Concert

Programme Guide

Gustavo Gimeno was a percussionist with the Amsterdam Concertgebouw Orchestra for twelve years before he also devoted himself to conducting. He had not planned to change direction full-time – until Mariss Jansons, the orchestra’s chief conductor at the time, offered him the opportunity to become his assistant. The Spaniard has since become a chief conductor himself and a welcome guest of renowned orchestras. The German-American violinist Augustin Hadelich, who studied at New York’s Juilliard School and won the prestigious competition in Indianapolis, is no longer a violinist known only to a few insiders. Thanks to his expressive and technically flawless playing, he now plays with renowned orchestras all over the world. He will make his debut with the Berliner Philharmoniker with Sergei Prokofiev’s Second Violin Concerto.
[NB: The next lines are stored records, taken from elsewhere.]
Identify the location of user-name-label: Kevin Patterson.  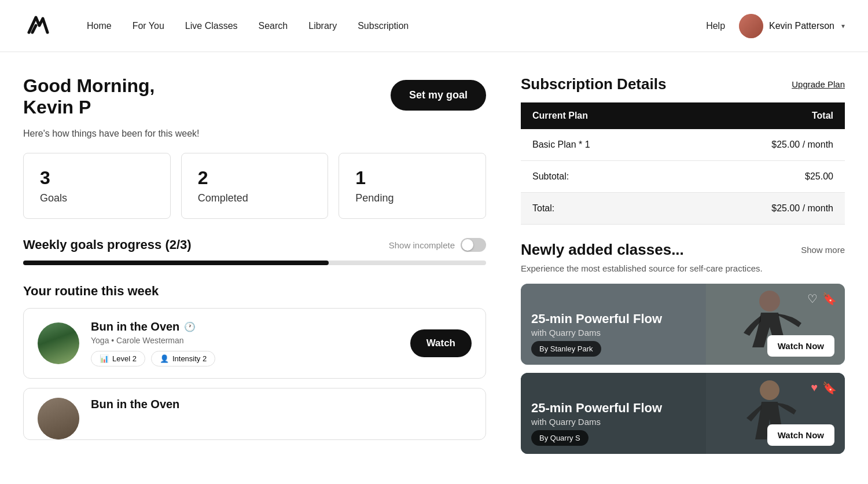
(802, 26).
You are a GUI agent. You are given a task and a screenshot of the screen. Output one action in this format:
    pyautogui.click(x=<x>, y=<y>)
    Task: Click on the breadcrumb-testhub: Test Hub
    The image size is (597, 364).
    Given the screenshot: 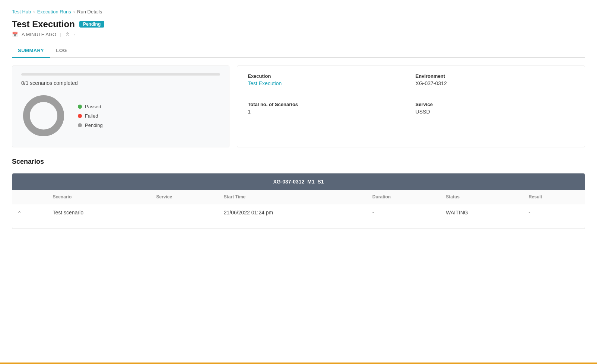 What is the action you would take?
    pyautogui.click(x=22, y=12)
    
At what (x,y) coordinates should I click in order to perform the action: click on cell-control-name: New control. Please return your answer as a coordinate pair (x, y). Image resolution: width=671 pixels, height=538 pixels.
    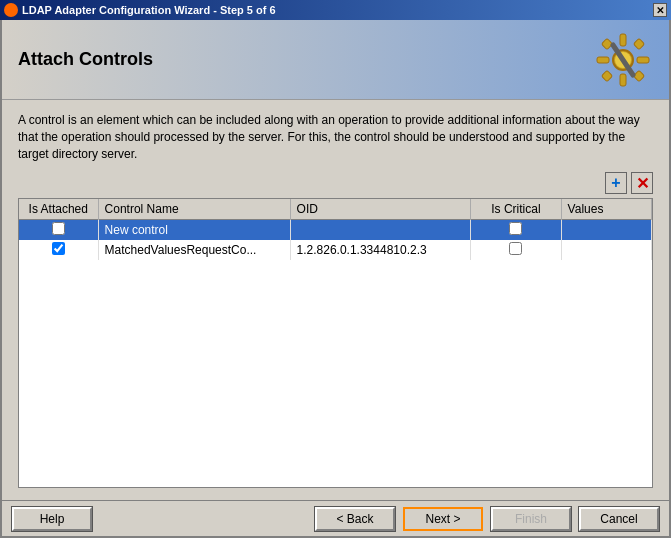
    Looking at the image, I should click on (194, 230).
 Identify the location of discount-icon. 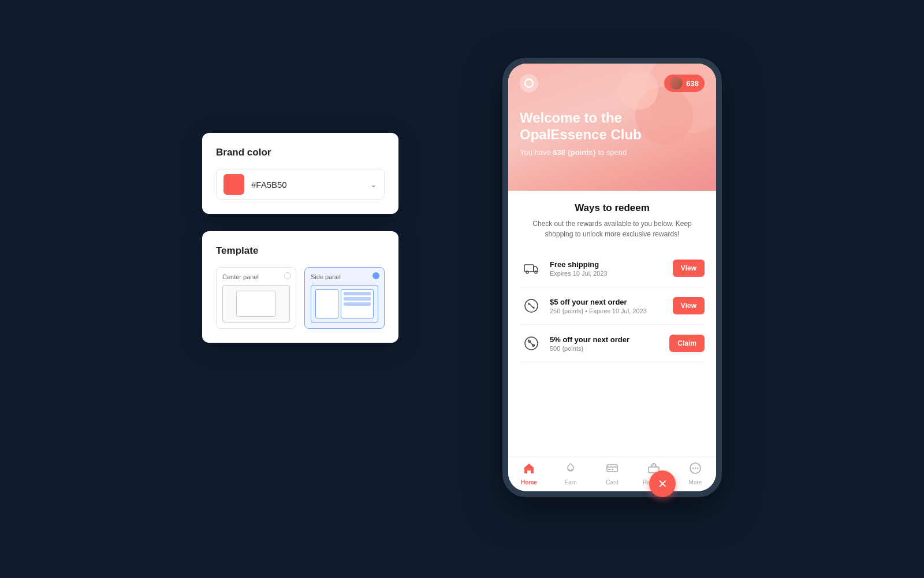
(531, 306).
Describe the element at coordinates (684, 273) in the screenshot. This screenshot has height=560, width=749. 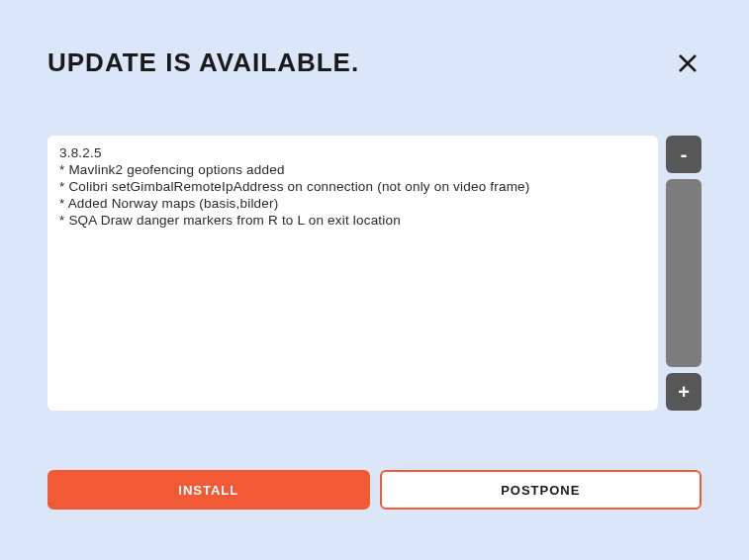
I see `zoom-track` at that location.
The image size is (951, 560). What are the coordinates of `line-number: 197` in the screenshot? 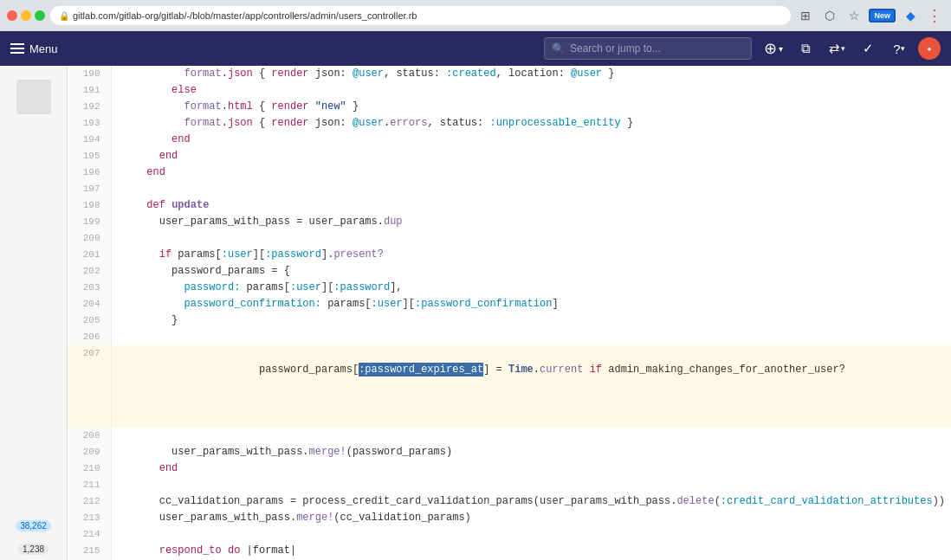 It's located at (89, 189).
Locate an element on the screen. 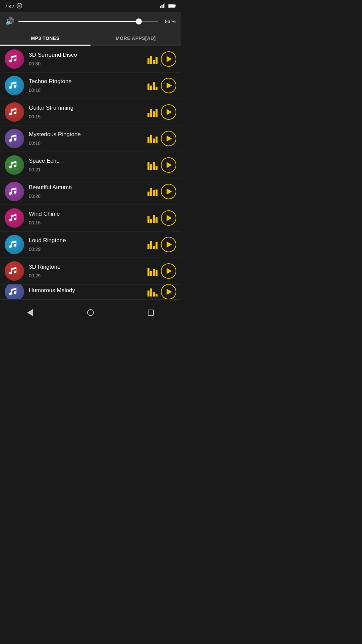  song-info-7: Loud Ringtone00:29 is located at coordinates (86, 245).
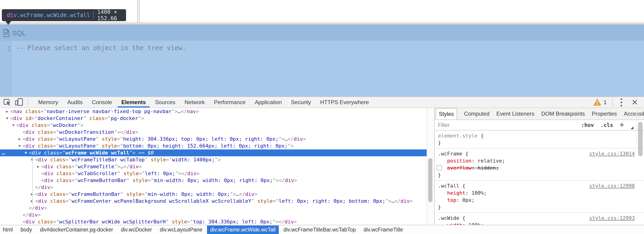 This screenshot has height=234, width=644. What do you see at coordinates (635, 102) in the screenshot?
I see `close-icon: ✕` at bounding box center [635, 102].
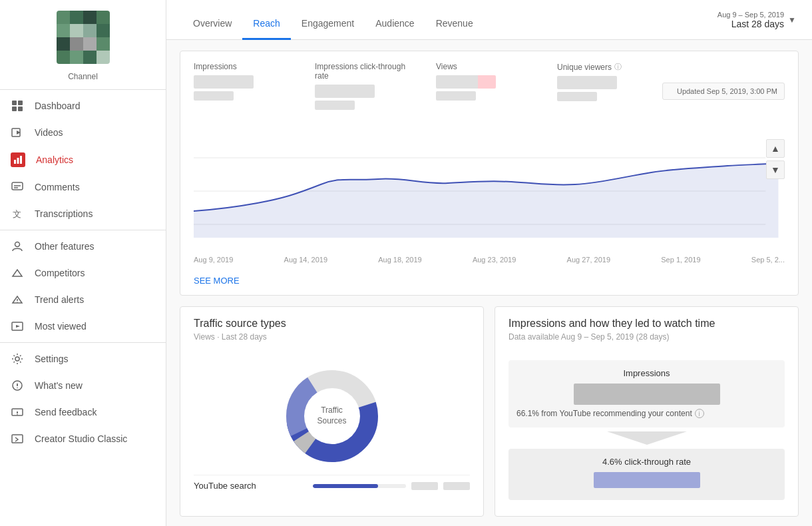  I want to click on sidebar-item-whats-new: What's new, so click(83, 386).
In 1918, Prokofiev left revolutionary Russia for the USA. However, he maintained contact with his homeland, where his music was still allowed to be performed. He returned to Moscow in 1936 at a time when the Stalinist terror was at its height in the Soviet Union. Although Prokofiev wrote his Second Violin Concerto while still in the West, it seemed stylistically compatible with the now prevailing doctrine of Socialist Realism, as he had dispensed with the aggressiveness and glaring dissonances of his early works. The first movement is characterised by a pensive, expansive theme. The enchanting middle movement depicts a serenade. Heavy accents at first prevent the main theme of the finale from getting off the ground, before the pent-up energy is released in its wild final figures.

One of Prokofiev’s teachers was Nikolai Rimsky-Korsakov, whose orchestration skills are nowhere more impressive than in his most famous composition: the Oriental fantasy Scheherazade, inspired by the Arabian Nights. Even though he withdrew the programmatic movement titles that have since been reinserted, the composer did not deny that the recurring violin solo embodies the title heroine.

To open the concert, the programme also holds a kind of debut in store: Ligeti’s Concert Românesc. The Berliner Philharmoniker have recorded this early work by the composer, inspired by Romanian folklore, for the edition The Ligeti Project, but have never performed it in concert before.